Nearly two years of testing and discernment passed before Mother Teresa received permission to begin. On August 17, 1948, she dressed for the first time in a white, blue-bordered sari and passed through the gates of her beloved Loreto convent to enter the world of the poor.

After a short course with the Medical Mission Sisters in Patna, Mother Teresa returned to Calcutta and found temporary lodging with the Little Sisters of the Poor. On December 21, she went for the first time to the slums. She visited families, washed the sores of some children, cared for an old man lying sick on the road and nursed a woman dying of hunger and tuberculosis. She started each day with communion then went out, rosary in her hand, to find and serve Him amongst “the unwanted, the unloved, the uncared for.” After some months, she was joined, one by one, by her former students.

On October 7, 1950 the new congregation of the Missionaries of Charity was officially established in the Archdiocese of Calcutta. By the early 1960s, Mother Teresa began to send her Sisters to other parts of India. The Decree of Praise granted to the Congregation by Pope Paul VI in February 1965 encouraged her to open a house in Venezuela. It was soon followed by foundations in Rome and Tanzania and, eventually, on every continent. Starting in 1980 and continuing through the 1990s, Mother Teresa opened houses in almost all of the communist countries, including the former Soviet Union, Albania and Cuba.

In spite of increasingly severe health problems towards the end of her life, Mother Teresa continued to govern her Society and respond to the needs of the poor and the Church. By 1997, Mother Teresa’s Sisters numbered nearly 4,000 members and were established in 610 foundations in 123 countries of the world. In March 1997 she blessed her newly-elected successor as Superior General of the Missionaries of Charity and then made one more trip abroad.
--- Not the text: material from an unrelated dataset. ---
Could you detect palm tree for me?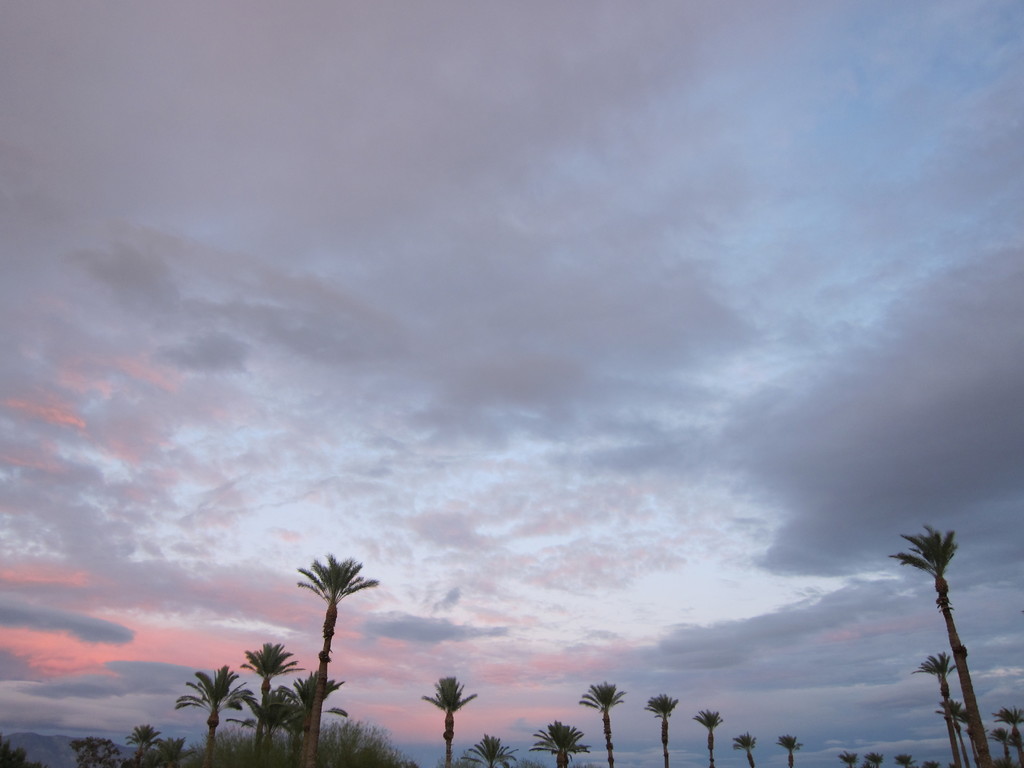
Detection result: (left=692, top=707, right=716, bottom=767).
After meeting Pope John Paul II for the last time, she returned to Calcutta and spent her final weeks receiving visitors and instructing her Sisters.

International Day of Charity

The International Day of Charity was established with the objective of sensitizing and mobilizing people, NGOs, and stakeholders all around the world to to help others through volunteer and philanthropic activities.
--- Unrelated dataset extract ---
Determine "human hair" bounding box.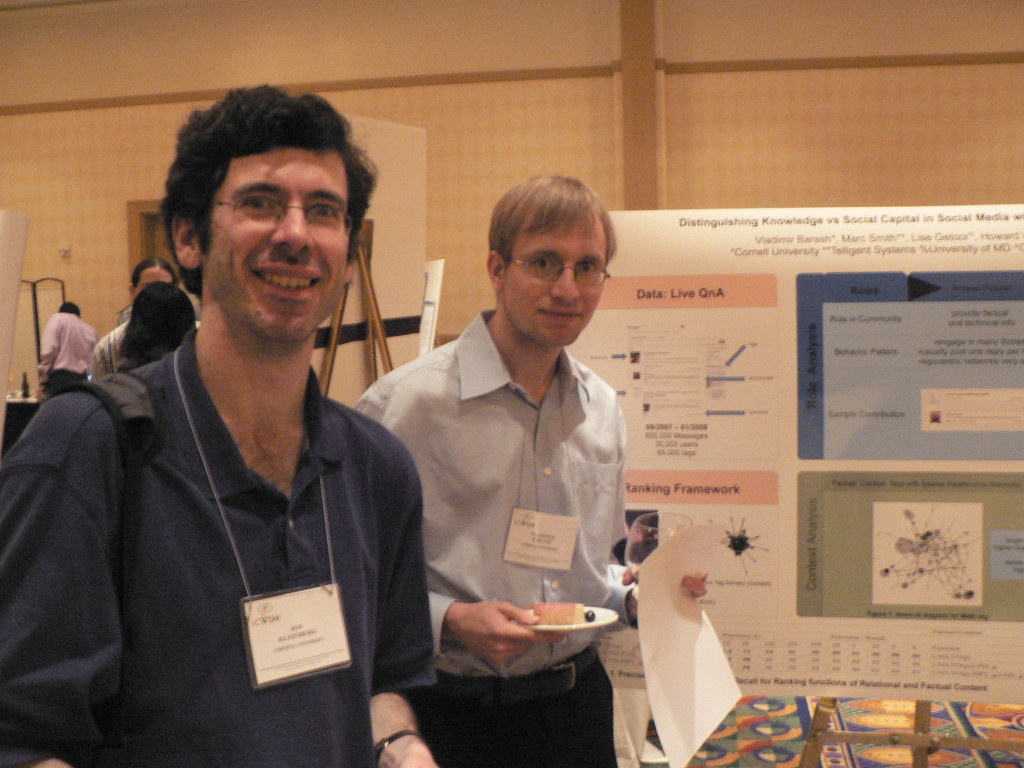
Determined: rect(165, 84, 378, 320).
Mother Teresa of CalcuttaThe date of 5 September was chosen in order to commemorate the anniversary of the passing away of Mother Teresa of Calcutta, who received the Nobel Peace Prize in 1979 “for work undertaken in the struggle to overcome poverty and distress, which also constitute a threat to peace.”
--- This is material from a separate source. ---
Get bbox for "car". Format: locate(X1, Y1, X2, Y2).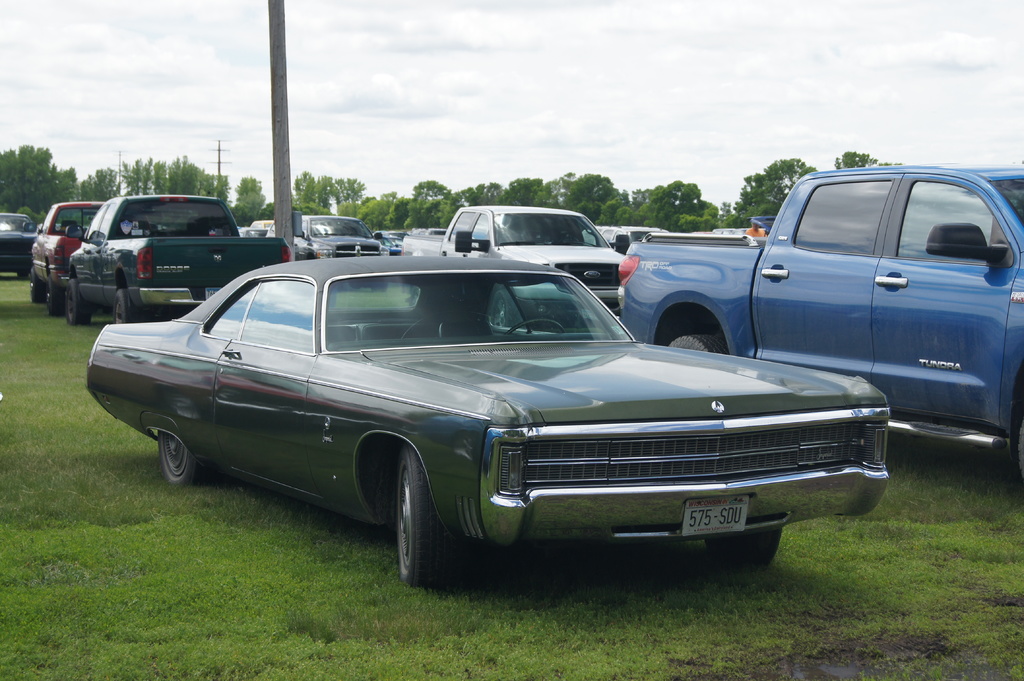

In recognition of the role of charity in alleviating humanitarian crises and human suffering within and among nations, as well as of the efforts of charitable organizations and individuals, including the work of Mother Teresa, the General Assembly of the United Nations in its resolution A/RES/67/105 designated the 5th of September, the anniversary of the death of Mother Teresa, as the International Day of Charity.